The Jays are clearly scuffling, going 3-7 in their last ten games. John Gibbons must feel like he's secure for next year, because he managed today's 8-6 loss against the Orioles like a spring training game. We half-expected to see people getting their running in on the warning track.

The Jays are perilously close to finishing the season below .500. That's a fate that would simply be unacceptable, even for apologists like us. If they do fall below .500 for the season, no amount of injury excuses are going to salve the fanbase's pain.

Moreover, the team's clientèle (which is to say, the vast number of people who push the attendance numbers up, but who aren't really the hardcore fans) has a tenuous relationship with team. The Jays' biggest battle in getting people out to the park is to battle fan apathy, and Toronto is notoriously a city where people are scrambling to be the first off the bandwagon. A crappy finish like the one the Jays seem to be fashioning could send the team back a few years.

None of J.P.'s assurances on how much they like this team or how well everyone is going to play next year once they're healthy will keep at bay those who can't wait to begin casting aspersions, and portraying the team as failures (as evidenced by Bob McCown and the Roundtable's rants on Friday, picked up by the Drunk Jays Fans.)

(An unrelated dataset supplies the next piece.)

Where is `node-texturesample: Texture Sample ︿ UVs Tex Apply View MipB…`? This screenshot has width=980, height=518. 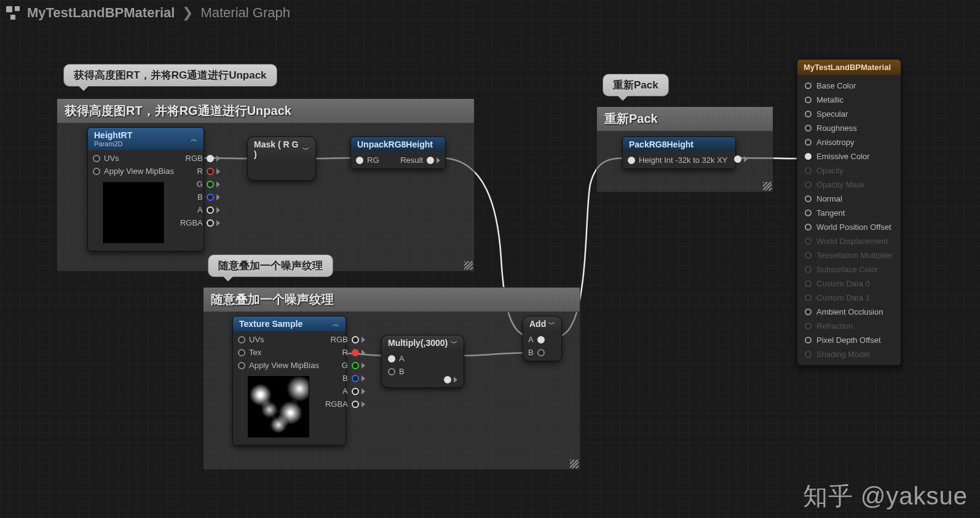 node-texturesample: Texture Sample ︿ UVs Tex Apply View MipB… is located at coordinates (289, 381).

Perception is everything in the Big Smoke, and there will be a monumental gulf between how an 82-80 season is perceived versus how a 80-82 season goes down.

Young Folks, the Good
Seeing Adam Lind and Russ Adams hit back-to-back homers imbued us with more hope than we really deserve to have at this point in the year...an we don't even particularly see them as part of the team's future.

Young Folks, the Bad
We're not sure what the team had in mind for Curtis Thigpen, but the way they have handled him (keeping him on the bench for weeks on end while overworking Old Man Zaun) hasn't done much for his hitting. Thigpen looks awful, and doesn't have a knock since August 13. We've become increasingly concerned that he's about to become yet another "Jays Catcher of the Future" who drifts off slowly into oblivion.

1 comment:

Darren Priest said...

Like a wise man said, "You know the nearer your destination, the more you're slip-sliding away."

When will you be posting your thoughts on who line Jason Blake should play with? HA! Just kidding.